D’Agapeyeff Polybius Cipher
The D’Agapeyeff Polybius Cipher is a classical cipher introduced by British cryptographer Alexander D’Agapeyeff in his 1939 book Codes and Ciphers. It combines the principles of a Polybius square with a keyword to create a keyed numeric substitution system. Each letter of the plaintext is converted into numeric coordinates within a square grid based on the keyword, and this keyed approach modifies the standard Polybius mapping, adding complexity and obfuscation.
Columnar Transposition Cipher
The Columnar Transposition cipher is a classical transposition cipher widely used in the 16th and 17th centuries, though its origins are often attributed to various European cryptographers experimenting with letter rearrangement methods. Unlike substitution ciphers, the Columnar Transposition cipher does not alter the letters themselves but instead rearranges their order according to a predetermined key. The cipher’s security relies on the secrecy of the key, which determines the column order used to read off the message after writing it in rows.
Zigzag Cipher
The Zigzag Cipher is a classical transposition cipher that rearranges the letters of a message by writing them in a back-and-forth, diagonal pattern across multiple rows, then reading them off row by row to produce the ciphertext. It is most commonly known today through its rail-based variant, which was popularized in the 19th century and is often associated with early military and telegraph use.
Straddling Checkerboard Cipher
The Straddling Checkerboard cipher is a classical cipher system invented by the American cryptographer George Washington Bazeries in the late 19th century and later popularized in manual cipher systems throughout the 20th century. It is a type of substitution cipher that converts letters into single or double-digit numbers using a configurable grid, combining both simplicity and efficiency.
Semaphore Cipher
The Semaphore cipher is a visual signaling system that encodes letters as distinct physical positions rather than transforming text through mathematical substitution. Although often grouped with ciphers for convenience, Semaphore is more accurately described as a manual encoding system, where meaning is conveyed by the position of flags, arms, or mechanical indicators.
M-209 Cipher
The M-209 cipher is a mechanical rotor-based cipher device developed by the American engineer Boris Hagelin and adopted by the U.S. military in 1941. It was a portable, hand-operated machine designed for tactical battlefield communications, encrypting messages character by character using a combination of rotors, a rotating drum with movable pins, and a set of lugs to generate a polyalphabetic substitution.
Knapsack Cipher
The Knapsack cipher, also known as the Merkle–Hellman knapsack cryptosystem, is an early public-key cryptosystem introduced by Ralph Merkle and Martin Hellman in 1978. It is based on the subset-sum problem, where the goal is to select numbers from a set that sum to a target value. The cipher uses a private superincreasing sequence, then applies a multiplier m and a modulus n to produce a public key.
Keyed Caesar Cipher
The Keyed Caesar cipher is a variation of the classical Caesar cipher, adapted to increase security by combining a keyword with a shift-based substitution. The original Caesar cipher, attributed to Julius Caesar around 58–50 BCE, shifts each letter of the alphabet by a fixed number of positions. In the Keyed Caesar cipher, a keyword is first used to create a modified alphabet: the letters of the keyword are placed at the start of the alphabet (omitting duplicates), followed by the remaining unused letters in standard order.
Kangaroo Cipher
The Kangaroo cipher, sometimes referred to as a jumping key cipher, is a classical polyalphabetic cipher whose exact origins are uncertain, but which appeared in cryptographic literature and practice in the late 19th century to early 20th century. Unlike fixed-key polyalphabetic systems such as the Vigenère cipher, the defining feature of the Kangaroo cipher is that the key does not advance in a simple, linear fashion. Instead, it “jumps” through the key according to a predefined rule, much like a kangaroo hopping unevenly forward.
Blowfish Cipher
The Blowfish cipher is a symmetric-key block cipher designed by Bruce Schneier in 1993 as a fast, secure alternative to existing encryption algorithms like DES. It operates on 64-bit blocks of plaintext and uses variable-length keys ranging from 32 to 448 bits. Blowfish employs a Feistel network structure consisting of 16 rounds of substitution and permutation.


EXERCISE PROMPT:
What lines in the following entries hold the word "image"? Copy each one.

PROVIDED MATERIAL section start

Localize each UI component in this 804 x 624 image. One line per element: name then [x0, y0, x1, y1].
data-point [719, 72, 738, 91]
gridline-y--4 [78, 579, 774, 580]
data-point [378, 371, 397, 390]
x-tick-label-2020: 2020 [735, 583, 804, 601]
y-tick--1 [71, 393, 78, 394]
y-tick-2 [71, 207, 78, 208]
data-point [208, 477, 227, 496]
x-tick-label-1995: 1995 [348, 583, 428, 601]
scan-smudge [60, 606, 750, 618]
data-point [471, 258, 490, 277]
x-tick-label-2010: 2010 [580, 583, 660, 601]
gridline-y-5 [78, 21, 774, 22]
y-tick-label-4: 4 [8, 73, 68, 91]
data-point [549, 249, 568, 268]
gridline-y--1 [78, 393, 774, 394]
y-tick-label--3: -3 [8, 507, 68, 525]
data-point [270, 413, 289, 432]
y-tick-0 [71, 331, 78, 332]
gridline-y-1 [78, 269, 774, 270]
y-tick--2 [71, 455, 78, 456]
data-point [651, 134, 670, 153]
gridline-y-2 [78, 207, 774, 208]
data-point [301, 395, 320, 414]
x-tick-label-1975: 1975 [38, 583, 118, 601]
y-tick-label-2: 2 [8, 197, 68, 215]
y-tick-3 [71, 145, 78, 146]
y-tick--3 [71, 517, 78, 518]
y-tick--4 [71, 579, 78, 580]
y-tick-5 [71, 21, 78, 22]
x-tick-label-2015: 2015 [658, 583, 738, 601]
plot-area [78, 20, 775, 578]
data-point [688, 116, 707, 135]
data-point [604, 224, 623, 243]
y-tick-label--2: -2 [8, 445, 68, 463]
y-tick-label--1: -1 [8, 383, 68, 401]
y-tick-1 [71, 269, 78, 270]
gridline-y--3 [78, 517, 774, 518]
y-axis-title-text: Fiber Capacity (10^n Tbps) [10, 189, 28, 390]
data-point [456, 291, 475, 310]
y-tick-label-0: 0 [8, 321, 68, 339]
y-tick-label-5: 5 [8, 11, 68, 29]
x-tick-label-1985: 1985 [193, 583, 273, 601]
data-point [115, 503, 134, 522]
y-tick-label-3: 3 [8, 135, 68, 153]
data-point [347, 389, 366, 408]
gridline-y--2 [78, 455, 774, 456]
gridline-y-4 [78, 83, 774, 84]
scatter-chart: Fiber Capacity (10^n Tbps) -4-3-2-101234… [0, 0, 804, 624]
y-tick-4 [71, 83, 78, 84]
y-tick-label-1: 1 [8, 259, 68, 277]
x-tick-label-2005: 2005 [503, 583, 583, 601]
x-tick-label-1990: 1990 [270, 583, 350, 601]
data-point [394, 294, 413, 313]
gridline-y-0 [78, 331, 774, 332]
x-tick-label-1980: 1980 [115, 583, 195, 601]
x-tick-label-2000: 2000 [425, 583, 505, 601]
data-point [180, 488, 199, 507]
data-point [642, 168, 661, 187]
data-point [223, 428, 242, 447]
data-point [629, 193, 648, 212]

PROVIDED MATERIAL section end
PROVIDED MATERIAL section start

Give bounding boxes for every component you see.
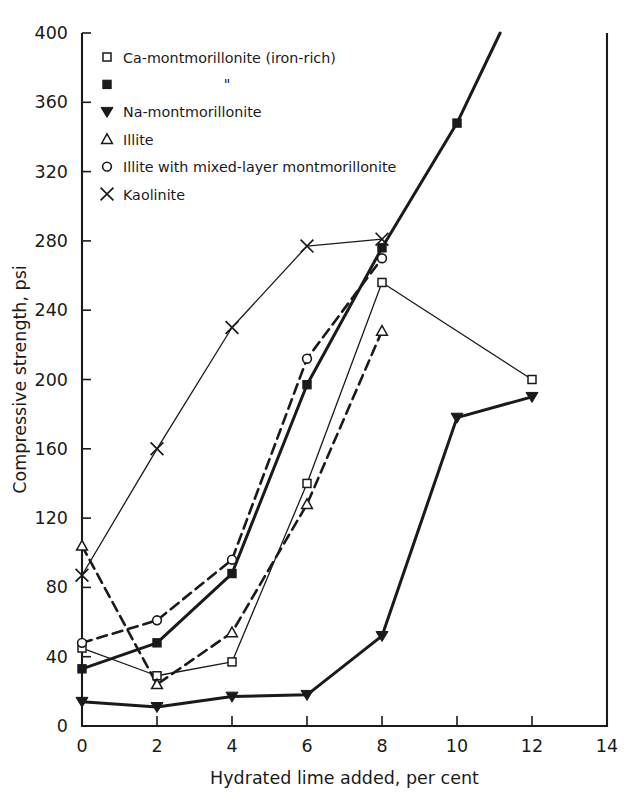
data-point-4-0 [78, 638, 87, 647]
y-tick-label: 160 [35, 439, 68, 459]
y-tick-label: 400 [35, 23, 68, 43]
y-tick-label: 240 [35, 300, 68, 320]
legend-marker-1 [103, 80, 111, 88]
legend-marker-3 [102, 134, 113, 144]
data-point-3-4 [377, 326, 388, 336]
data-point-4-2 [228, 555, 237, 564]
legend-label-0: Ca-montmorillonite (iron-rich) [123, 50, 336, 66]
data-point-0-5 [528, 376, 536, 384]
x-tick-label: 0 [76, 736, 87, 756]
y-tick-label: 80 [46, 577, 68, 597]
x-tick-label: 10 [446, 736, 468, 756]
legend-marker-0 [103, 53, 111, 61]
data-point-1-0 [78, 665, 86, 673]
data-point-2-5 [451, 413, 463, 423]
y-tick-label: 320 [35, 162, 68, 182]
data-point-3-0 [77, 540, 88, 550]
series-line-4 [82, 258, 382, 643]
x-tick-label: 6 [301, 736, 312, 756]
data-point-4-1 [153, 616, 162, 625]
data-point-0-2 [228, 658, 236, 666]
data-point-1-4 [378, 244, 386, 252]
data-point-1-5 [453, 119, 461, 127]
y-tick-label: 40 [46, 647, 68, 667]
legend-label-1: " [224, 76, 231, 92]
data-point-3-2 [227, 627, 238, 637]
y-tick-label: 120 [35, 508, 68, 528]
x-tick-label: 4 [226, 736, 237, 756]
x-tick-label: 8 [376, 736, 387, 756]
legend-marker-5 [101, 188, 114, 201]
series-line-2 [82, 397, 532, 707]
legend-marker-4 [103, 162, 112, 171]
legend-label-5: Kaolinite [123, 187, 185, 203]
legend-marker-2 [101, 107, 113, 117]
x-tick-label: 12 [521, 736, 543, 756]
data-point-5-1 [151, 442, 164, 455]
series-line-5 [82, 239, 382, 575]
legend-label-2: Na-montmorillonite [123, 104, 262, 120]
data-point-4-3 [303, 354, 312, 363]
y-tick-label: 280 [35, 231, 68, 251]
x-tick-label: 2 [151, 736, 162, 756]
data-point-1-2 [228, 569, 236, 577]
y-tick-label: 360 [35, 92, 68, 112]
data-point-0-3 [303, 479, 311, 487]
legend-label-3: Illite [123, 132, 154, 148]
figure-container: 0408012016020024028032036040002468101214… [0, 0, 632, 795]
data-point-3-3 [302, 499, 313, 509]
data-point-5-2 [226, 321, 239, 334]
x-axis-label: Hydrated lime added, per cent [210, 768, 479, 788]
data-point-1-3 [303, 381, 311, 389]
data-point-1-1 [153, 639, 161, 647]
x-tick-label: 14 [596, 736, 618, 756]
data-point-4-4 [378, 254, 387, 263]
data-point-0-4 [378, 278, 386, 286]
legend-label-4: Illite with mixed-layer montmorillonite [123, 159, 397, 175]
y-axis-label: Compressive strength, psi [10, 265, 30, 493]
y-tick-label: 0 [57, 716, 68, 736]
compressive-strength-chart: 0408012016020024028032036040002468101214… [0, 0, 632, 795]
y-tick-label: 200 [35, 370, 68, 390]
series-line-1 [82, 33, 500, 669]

PROVIDED MATERIAL section end
PROVIDED MATERIAL section start

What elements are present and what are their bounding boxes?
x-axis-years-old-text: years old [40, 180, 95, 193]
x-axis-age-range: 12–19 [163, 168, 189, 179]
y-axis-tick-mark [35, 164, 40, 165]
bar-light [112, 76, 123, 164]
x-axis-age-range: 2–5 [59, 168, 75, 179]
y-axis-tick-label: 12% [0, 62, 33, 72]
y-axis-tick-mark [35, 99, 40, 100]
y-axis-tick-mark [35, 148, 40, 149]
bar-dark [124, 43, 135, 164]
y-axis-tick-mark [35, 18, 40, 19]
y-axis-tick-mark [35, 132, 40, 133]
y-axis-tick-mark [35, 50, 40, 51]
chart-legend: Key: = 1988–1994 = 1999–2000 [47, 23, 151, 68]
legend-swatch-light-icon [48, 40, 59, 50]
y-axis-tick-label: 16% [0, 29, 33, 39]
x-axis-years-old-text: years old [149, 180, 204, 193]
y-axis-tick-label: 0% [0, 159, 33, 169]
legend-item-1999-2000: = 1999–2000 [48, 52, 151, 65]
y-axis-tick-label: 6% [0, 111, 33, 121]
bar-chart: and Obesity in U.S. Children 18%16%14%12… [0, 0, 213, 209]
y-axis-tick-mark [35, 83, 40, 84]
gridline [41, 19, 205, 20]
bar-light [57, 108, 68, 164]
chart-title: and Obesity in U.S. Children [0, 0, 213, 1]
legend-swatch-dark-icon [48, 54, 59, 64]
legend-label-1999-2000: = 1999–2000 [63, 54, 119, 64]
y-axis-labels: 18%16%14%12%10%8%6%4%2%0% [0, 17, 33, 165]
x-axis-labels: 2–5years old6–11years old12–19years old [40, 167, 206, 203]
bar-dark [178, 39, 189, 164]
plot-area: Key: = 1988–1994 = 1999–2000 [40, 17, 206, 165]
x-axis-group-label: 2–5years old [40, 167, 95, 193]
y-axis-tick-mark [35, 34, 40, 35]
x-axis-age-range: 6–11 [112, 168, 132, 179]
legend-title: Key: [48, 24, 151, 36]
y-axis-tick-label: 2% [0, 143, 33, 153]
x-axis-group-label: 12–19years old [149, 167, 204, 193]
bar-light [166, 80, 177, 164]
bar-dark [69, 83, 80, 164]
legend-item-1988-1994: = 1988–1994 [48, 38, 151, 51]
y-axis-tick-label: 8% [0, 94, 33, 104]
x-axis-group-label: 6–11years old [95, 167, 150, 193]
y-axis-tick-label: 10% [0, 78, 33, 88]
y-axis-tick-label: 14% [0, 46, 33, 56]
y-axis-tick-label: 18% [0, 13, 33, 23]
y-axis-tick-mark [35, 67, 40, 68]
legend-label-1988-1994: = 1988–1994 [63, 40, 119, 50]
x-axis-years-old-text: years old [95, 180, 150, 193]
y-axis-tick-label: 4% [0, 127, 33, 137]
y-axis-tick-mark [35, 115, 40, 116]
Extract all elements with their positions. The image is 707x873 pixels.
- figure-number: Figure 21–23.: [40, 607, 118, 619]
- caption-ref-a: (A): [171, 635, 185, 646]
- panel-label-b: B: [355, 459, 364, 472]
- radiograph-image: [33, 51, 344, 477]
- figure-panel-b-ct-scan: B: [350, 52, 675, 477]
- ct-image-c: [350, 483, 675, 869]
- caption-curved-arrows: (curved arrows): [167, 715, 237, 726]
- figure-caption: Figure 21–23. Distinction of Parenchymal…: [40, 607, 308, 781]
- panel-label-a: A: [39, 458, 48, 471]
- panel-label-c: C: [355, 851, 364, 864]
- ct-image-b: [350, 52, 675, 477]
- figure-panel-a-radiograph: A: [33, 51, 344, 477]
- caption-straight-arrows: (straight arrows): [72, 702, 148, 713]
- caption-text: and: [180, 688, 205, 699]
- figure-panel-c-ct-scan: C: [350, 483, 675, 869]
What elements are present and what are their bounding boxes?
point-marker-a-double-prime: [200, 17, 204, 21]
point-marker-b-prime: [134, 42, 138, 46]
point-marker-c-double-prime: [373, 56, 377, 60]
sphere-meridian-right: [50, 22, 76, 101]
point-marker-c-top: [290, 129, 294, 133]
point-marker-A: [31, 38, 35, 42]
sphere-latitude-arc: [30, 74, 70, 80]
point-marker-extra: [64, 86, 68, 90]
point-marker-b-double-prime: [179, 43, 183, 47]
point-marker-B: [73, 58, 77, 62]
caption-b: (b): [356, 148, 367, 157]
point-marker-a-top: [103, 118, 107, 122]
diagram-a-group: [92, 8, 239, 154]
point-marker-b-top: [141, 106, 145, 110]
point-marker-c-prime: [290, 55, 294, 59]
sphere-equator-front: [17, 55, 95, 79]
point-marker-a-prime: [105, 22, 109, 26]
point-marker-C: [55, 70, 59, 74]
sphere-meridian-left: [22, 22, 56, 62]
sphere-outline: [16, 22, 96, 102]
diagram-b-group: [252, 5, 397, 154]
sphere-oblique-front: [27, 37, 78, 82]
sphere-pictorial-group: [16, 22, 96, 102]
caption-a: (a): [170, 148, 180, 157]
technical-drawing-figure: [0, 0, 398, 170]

PROVIDED MATERIAL section end

SOLUTION FOR THIS PROBLEM:
Localize each UI component in this 804 x 624 image. One line per element: name then [x0, y0, x1, y1].
Extract all elements with their positions. The image is 707x873 pixels.
- radiograph-image: [33, 51, 344, 477]
- ct-image-c: [350, 483, 675, 869]
- ct-image-b: [350, 52, 675, 477]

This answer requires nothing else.